Under California’s cap-and-trade program, state regulators set a statewide limit on emissions that ratchets down over the years. Individual polluters are each allowed an emissions quota. To comply, they can either cut their emissions or obtain allowances from others. The market-based trades are designed to drive overall costs down by encouraging innovation and efficiency.
But the rules are complex, and the latest revisions have raised objections on several points. Among them are several gimmicks often used in cap-and-trade systems to lighten their burdens: free allowances, ceiling prices and pollution offsets.
Free allowances
California hands out some free allowances to polluters in an attempt to rein in costs to consumers and the industry, and to induce businesses to remain in the state. Under the old program, those free allowances were to be phased out over time. But the new proposal, critics say, would phase them out more slowly, and lets some big industries, including the oil industry, continue to use allowances at 100 percent of their current level.
Price ceilings
The proposal would let state regulators set a price ceiling on carbon allowances—another measure designed to control costs. If the trading price of carbon allowances hits that ceiling, the proposal directs the board to release additional allowances into the marketplace at the ceiling price. Critics see this as another giveaway to the industry.
Offsets
Under the existing cap-and-trade program, polluters can buy offsets, which are credits for emission reductions that occur outside the system. Examples include forestry projects that capture or store carbon, or farm practices that control methane from manure and grazing.
Proponents say this can encourage green projects, either in California or in developing countries. But not everyone is enthusiastic. “We have always thought that we should reduce emissions here, rather than in some other location,” said Bill Magavern, policy director for the California Coalition for Clean Air.

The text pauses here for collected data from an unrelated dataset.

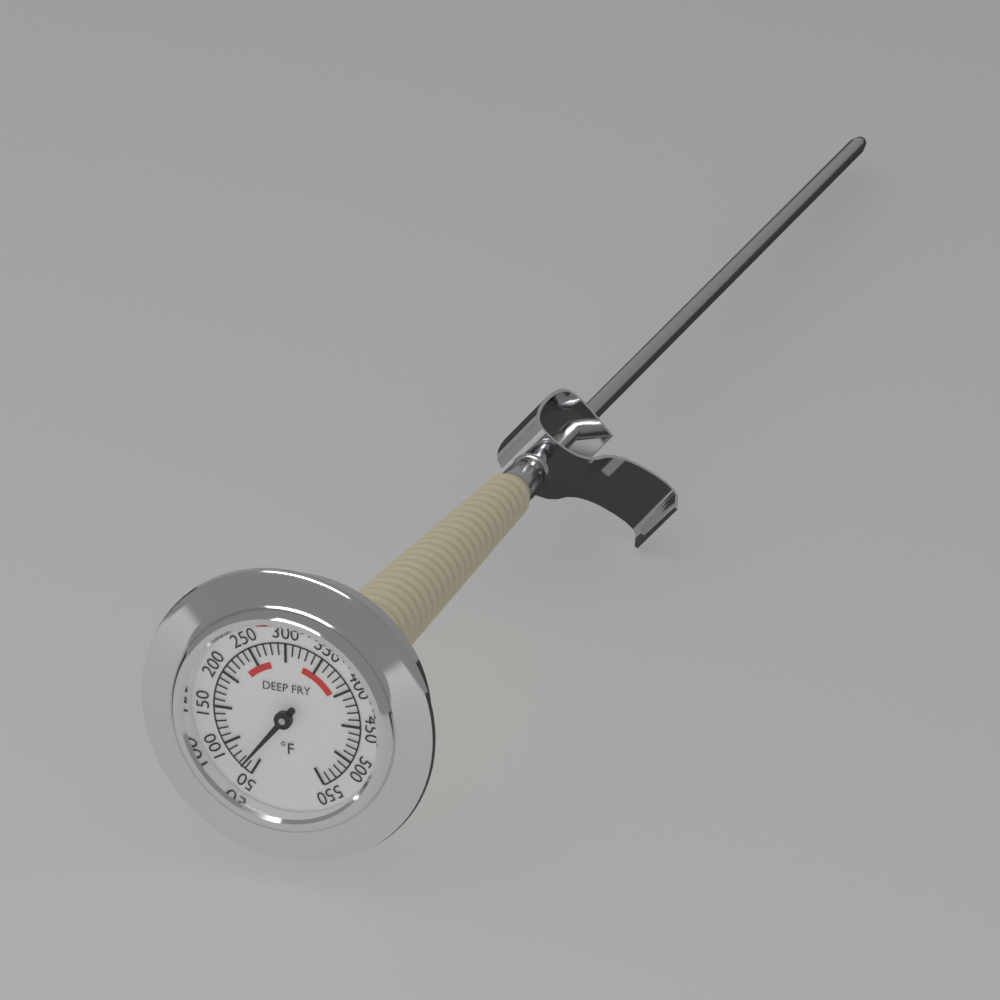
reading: 65 °F
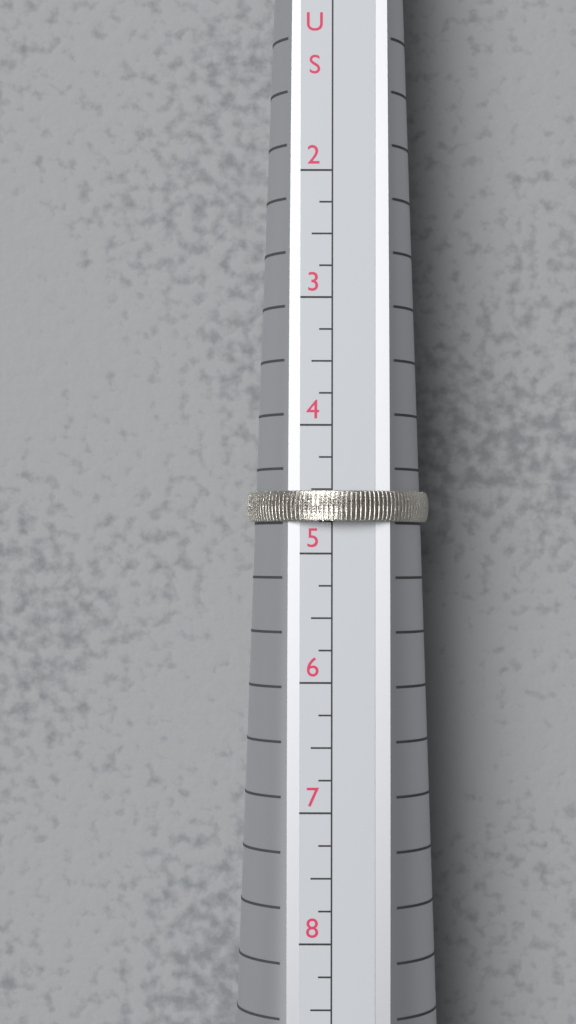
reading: 4.75 US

The new proposal limits how much of its pollution a company could offset, but not by enough to satisfy climate hawks. The new proposal says half the permissible offsets must have “direct environmental benefits in the state.”
Blocking future regulations
Another twist in the legislation restricts future regulation of large sources of emissions, including refineries. It would also prevent local regulators from imposing technology or other emissions controls beyond the cap-and-trade limits.

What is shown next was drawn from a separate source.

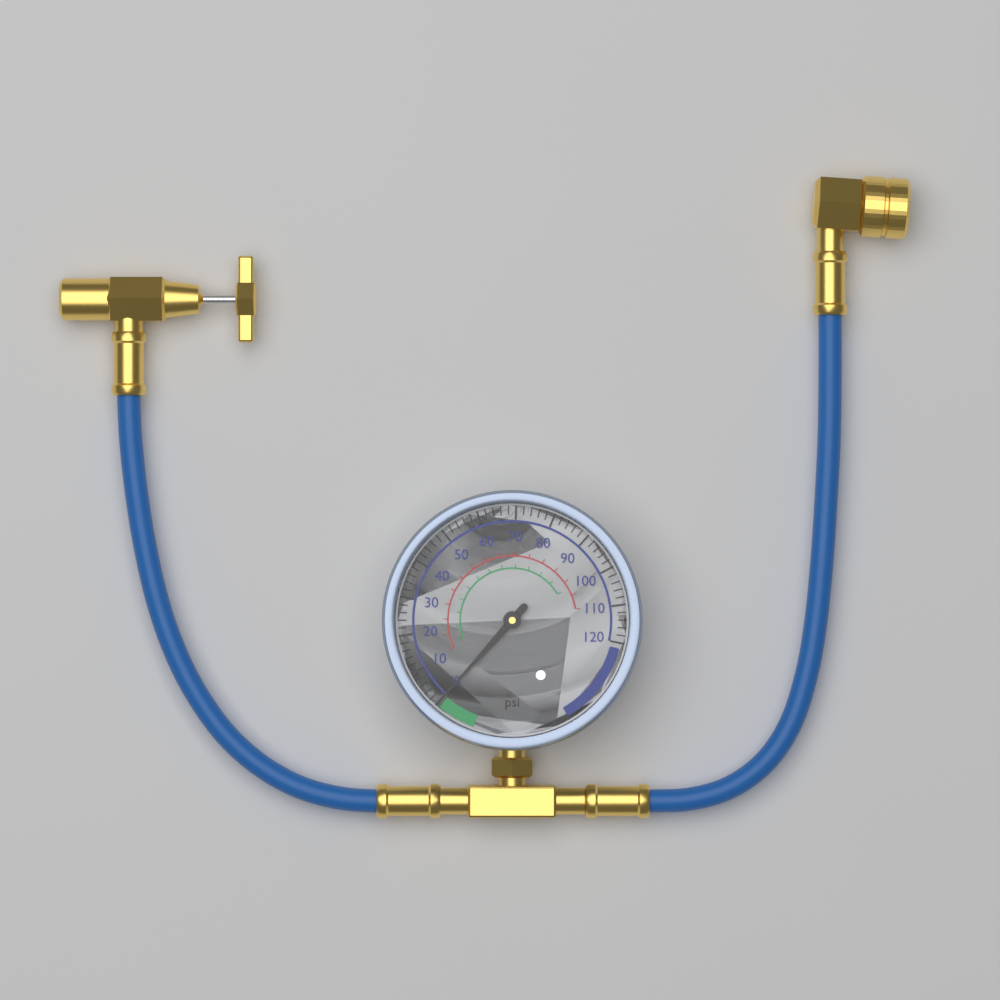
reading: 0 psi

Environmental advocates says this can lead to harmful local pollution—collateral damage to the global carbon problem—as smokestack industries trade their way into compliance.
Magavern called these provisions “special favors” to the industry. Some groups, including the Natural Resources Defense Council, are calling them “bitter pills” considered necessary to get Republicans on board.
It was unclear, as recently as a year ago, whether California’s regulators had the authority to extend the cap-and-trade program without legislative approval. But Brown has pushed for the proposed legislation, which under California law needs to pass by a two-thirds margin to guard against legal challenges.
While Democrats have a super-majority in both of the state’s chambers, some in the party are expected to vote against the proposal on the grounds that it fails to adequately rein in industry pollution.
“The governor believes, and we agree, that the greenhouse gas bill needs to be passed with a two-thirds vote to clarify any legal ambiguity about the program, and getting a two-thirds vote is always tricky in any legislative body,” said Louis Blumberg, director of the climate change program for the California chapter of The Nature Conservancy.
“Every stakeholder in this debate has changes they would like to see, but it’s really important that this go forward,” Blumberg said. “This sends a signal to the world that climate regulation is important and it’s successful for both the atmosphere and the economy.”